A file photo taken on Nov 19, 2019 shows a helicopter dropping fire retardant to protect a property in Balmoral, 150 kilometers southwest of Sydney. (PETER PARKS / AFP)

SYDNEY - Australia needs national coordination of disaster responses, a change to laws to allow country-wide state of emergencies and simplified climate-change projections, an inquiry into its worst bushfire season in a generation found on Friday.

Australia should legislate to allow for a national state of emergency to communicate the seriousness of a disaster and enable action without a state or territory request for assistance, a commission said

Inevitable climate change meant more frequent disasters and higher costs and more impact on hundreds of thousands of homes, a royal commission of inquiry concluded in its final report, calling the outlook “alarming”.

The commission, in its 1,000-page report, offered wide-ranging lessons from what the prime minister called a “black summer” when wildfires destroyed more than 24 million hectares, killed 33 people and billions of animals, and destroyed nearly 3,000 homes from September 2019 to March.

ALSO READ: Australia bolsters bushfire defenses as economic costs soar

“What was unprecedented is now our future,” Mark Binskin, a former air force chief who chaired the inquiry, wrote in the report, which called for changes to climate modeling and a role for the military in disasters, among other things.

A file photo taken on Nov12, 2019 shows residents defending a property from a bushfire at Hillsville near Taree, 350 kilometers north of Sydney. (PETER PARKS / AFP)

“Australia’s alarming disaster outlook requires these improvements. This opportunity should not be lost.”

Federal emergency minister David Littleproud said the government would “carefully and methodically” consider the report and was “committed to responding to and actioning many of the recommendations as soon as possible”.

Many of the recommendations involved improving co-ordination between state and federal authorities after criticism of confusion between organizations responding to blazes that often flare across state lines.

ALSO READ: Floods as storms lash some bushfire-hit regions in Australia

Australia should legislate to allow for a national state of emergency to communicate the seriousness of a disaster and enable action without a state or territory request for assistance, the commission said.

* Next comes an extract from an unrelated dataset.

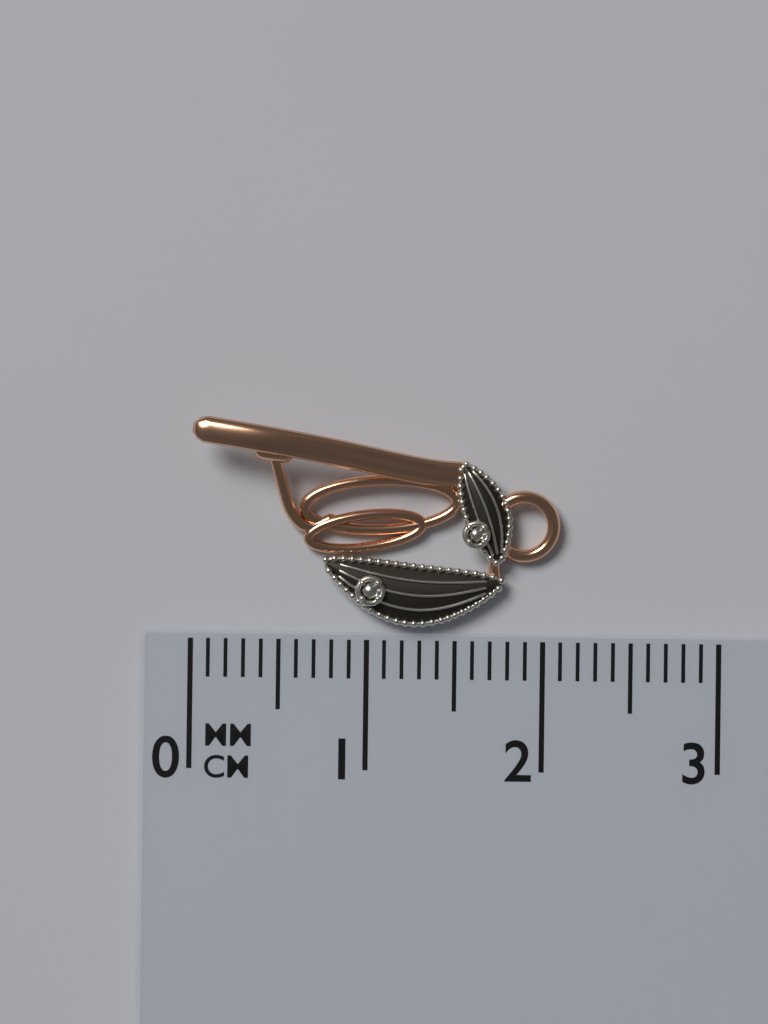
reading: 2.1 cm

A file photo taken on Nov12, 2019 shows locals watching as bushfires impact on farmland near the small town of Nana Glen, some 600 kilometers north of Sydney. (WILLIAM WEST / AFP)

A national body was needed to consolidate advice about disasters, while consistent terminology about threats, evacuations and sheltering orders was also needed.

READ MORE: Australia bushfire smoke shoots Sydney into top 10 global pollution index

The commission also called for harmonized data platforms to better share information about risks, adding that governments should simplify climate projections to enable decisions based on an agreed common set of climate trajectories and timelines.

The fire season now arrived three months earlier than it did in the middle of the last century and further warming was inevitable, it said.